Microsoft Broadens Its Licensing EffortsMicrosoft Broadens Its Licensing Efforts
Vendor to make code available to technology companies, schools, and others.
After years of exercising tight-fisted control over its software, Microsoft last week revealed plans to make its intellectual property more readily available to technology companies, researchers, and others. Yet, it's unclear who might want Microsoft's code, trademarks, or copyrights--or, beyond some introductory pricing, what terms they'll have to meet to get them.
As steps in the new direction, Microsoft introduced a licensing program for its ClearType technology, which makes text easier to read on LCD screens, and another for its File Allocation Table file system, which supports media sharing between PCs and other devices. Two licensees are queued up: Agfa Monotype Corp. will use ClearType in conjunction with its own iType font-rendering subsystem for consumer electronics. Lexar Media Inc. plans to use the File Allocation Table system to support interoperability across its memory cards, cameras, and other consumer electronics.
The new strategy could appease regulators, senior VP Smith says. |
"It's a smart move," says Al Gillen, a software analyst with IDC who believes the strategy, if successful, could lead to even wider use of Microsoft technologies. "This is something of a mind-set shift for Microsoft," he says.
A more limited licensing policy has been in place for two years, and Microsoft has made its technology available for more than two years to partners through cross-licensing agreements. What's different now is the "pace and scope" of the effort, says Microsoft VP and deputy general counsel Marshall Phelps, who characterized the earlier policy as ad hoc and "inward facing." The revised policy, he says, is meant to be more structured and open.

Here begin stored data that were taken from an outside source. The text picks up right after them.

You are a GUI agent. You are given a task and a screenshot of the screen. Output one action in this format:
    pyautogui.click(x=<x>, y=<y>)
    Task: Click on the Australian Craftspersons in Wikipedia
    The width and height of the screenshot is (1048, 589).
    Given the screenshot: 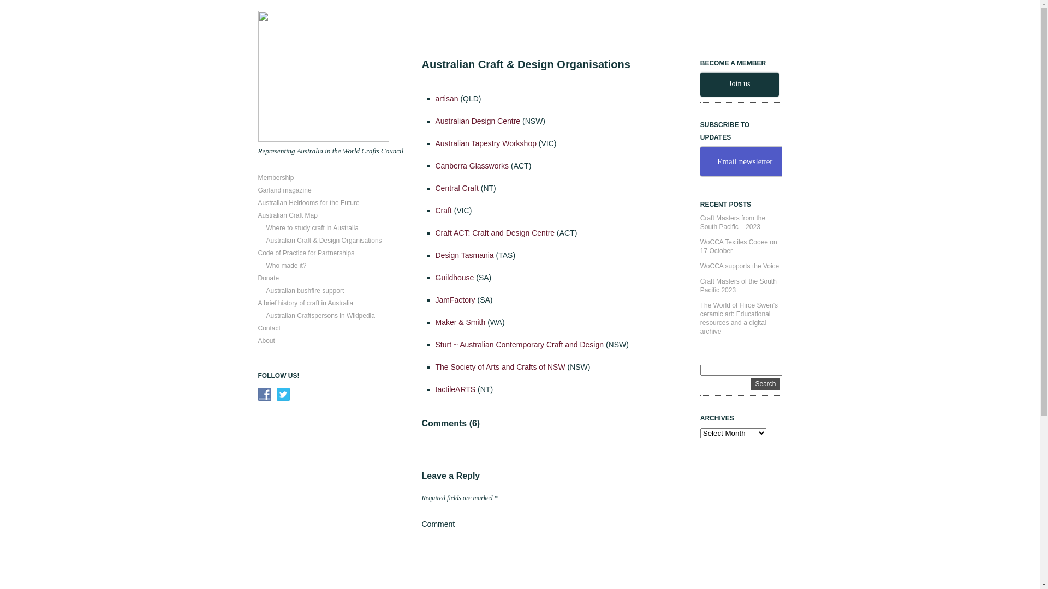 What is the action you would take?
    pyautogui.click(x=321, y=316)
     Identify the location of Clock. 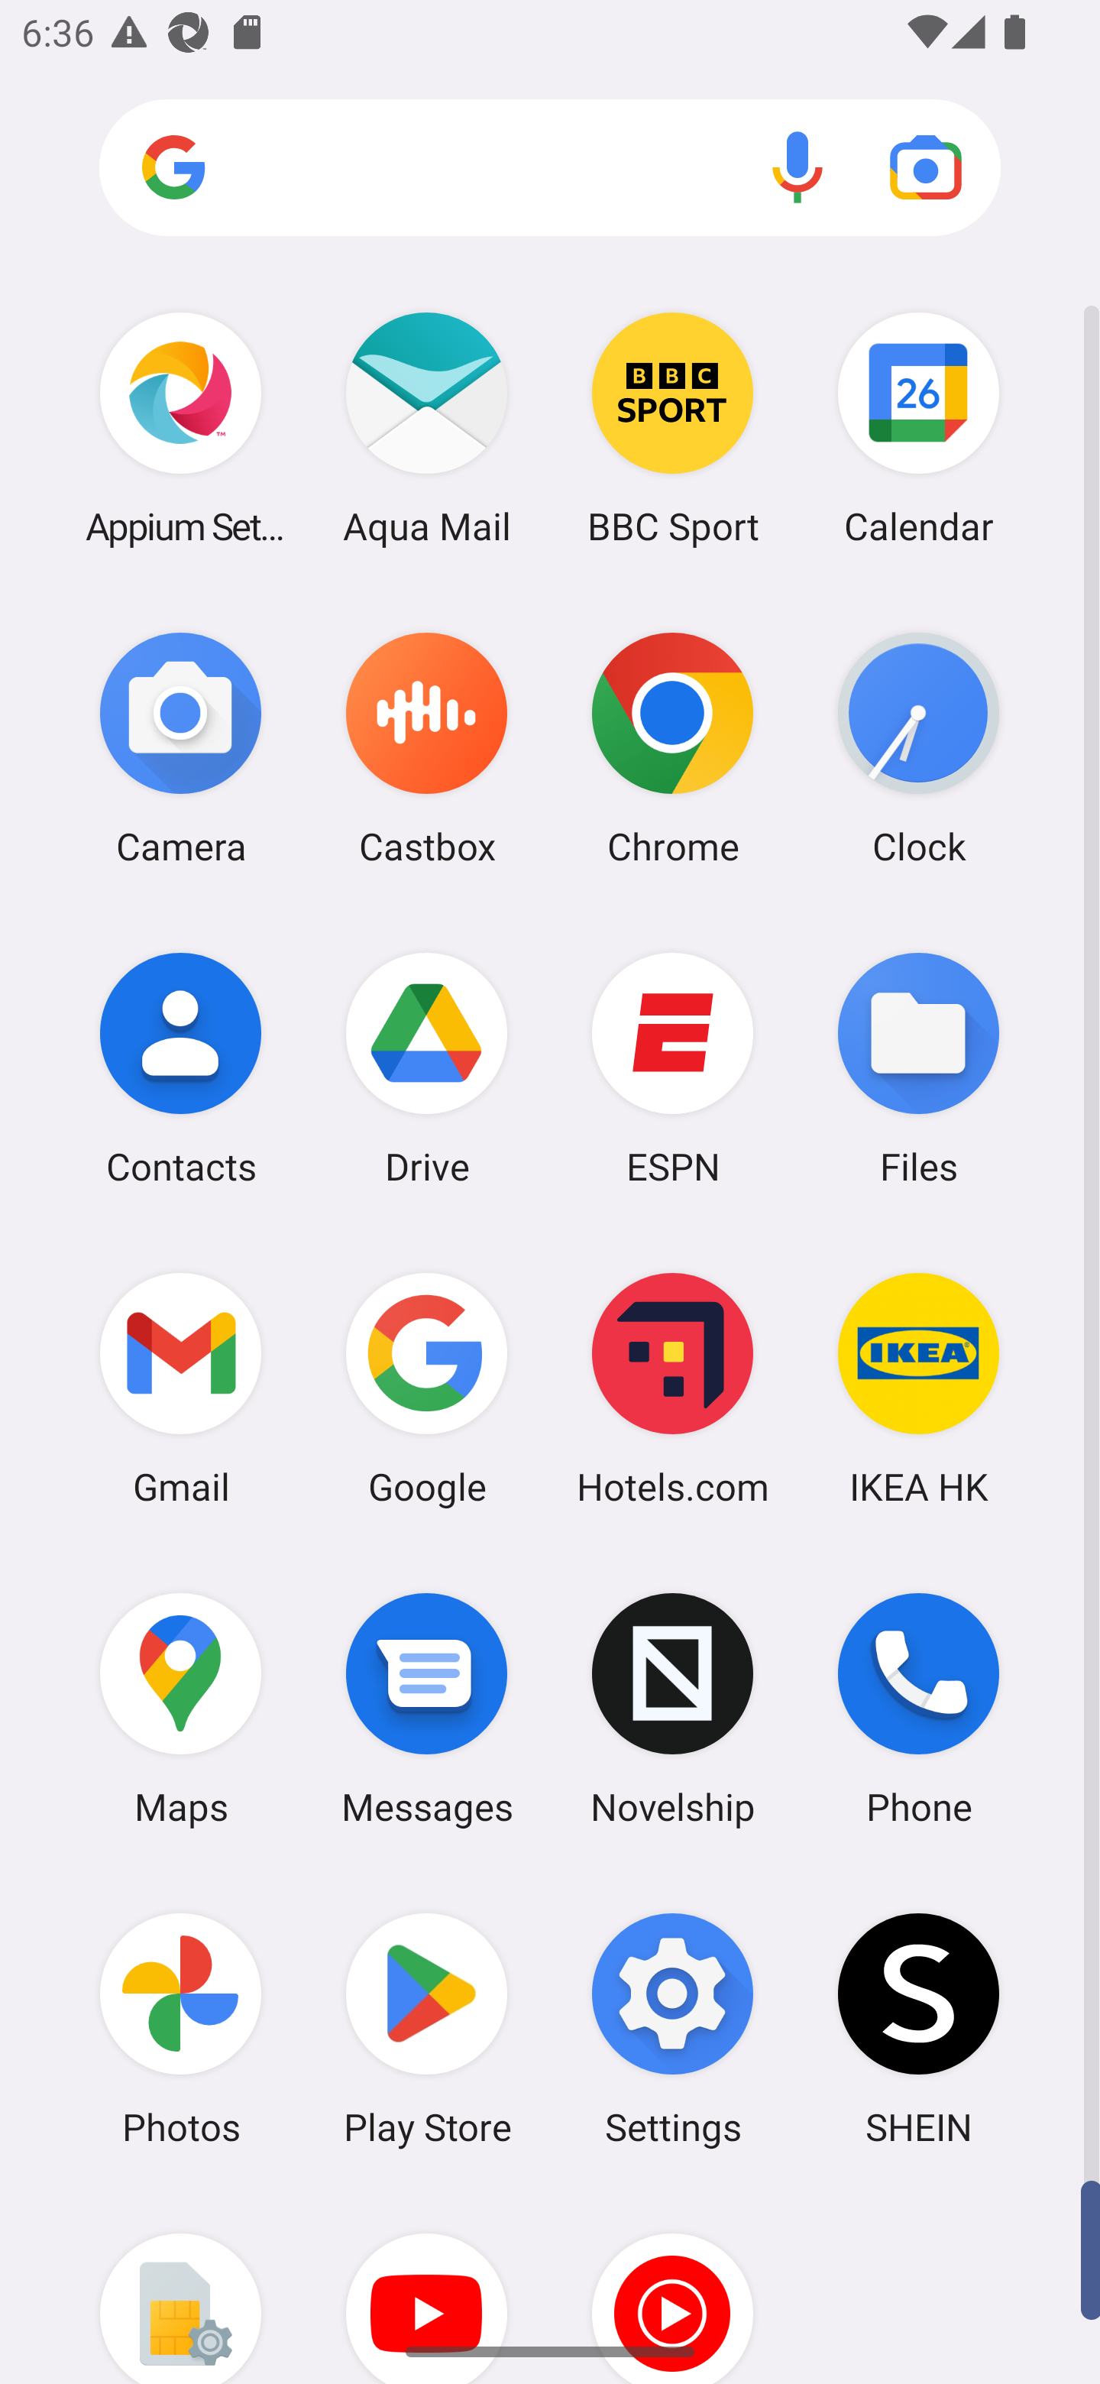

Microsoft has 4,000 technology patents and 5,400 patents pending, all of which are now available for potential licensing. Terms vary, with royalty-free use of Microsoft software provided for schools and certain industry standards, such as Web services, and fee-based licenses in other cases. The price to license the File Allocation Table system is 25 cents per device; a ClearType license ranges from $1 to $3 per unit.
The change of heart is explained by a growing interest among companies in licensing Microsoft's technology, company officials say. But the move also might be interpreted as a response to the rising popularity of open-source software or pressure by government regulators in the United States and Europe to create a more open software environment. Microsoft officials deny those factors directly influenced the strategy change but admit a successful intellectual-property program could help Microsoft in both areas. The move is "consistent with the steps government regulators have been asking us to take," Microsoft general counsel and senior VP Brad Smith said in a conference call with media and analysts.
Microsoft's existing licensing programs include its Shared Source Initiative, which makes the Windows CE operating system, the C# language, and other code available under certain conditions to schools, governments, customers, and other software companies. Last year, in compliance with terms of its antitrust settlement with the Justice Department, Microsoft began licensing some of its communications protocols. Last month, the company made the XML reference schemas in Office 2003 available for free download.
The closely held Windows source code may even be available to license, though company officials say they'll be cautious about any such requests.
A few software vendors expressed support for Microsoft's plan, but not everyone is lining up. A spokeswoman for Red Hat Inc., contacted by E-mail, responded that the Linux distributor has "no interest in licensing Microsoft technologies."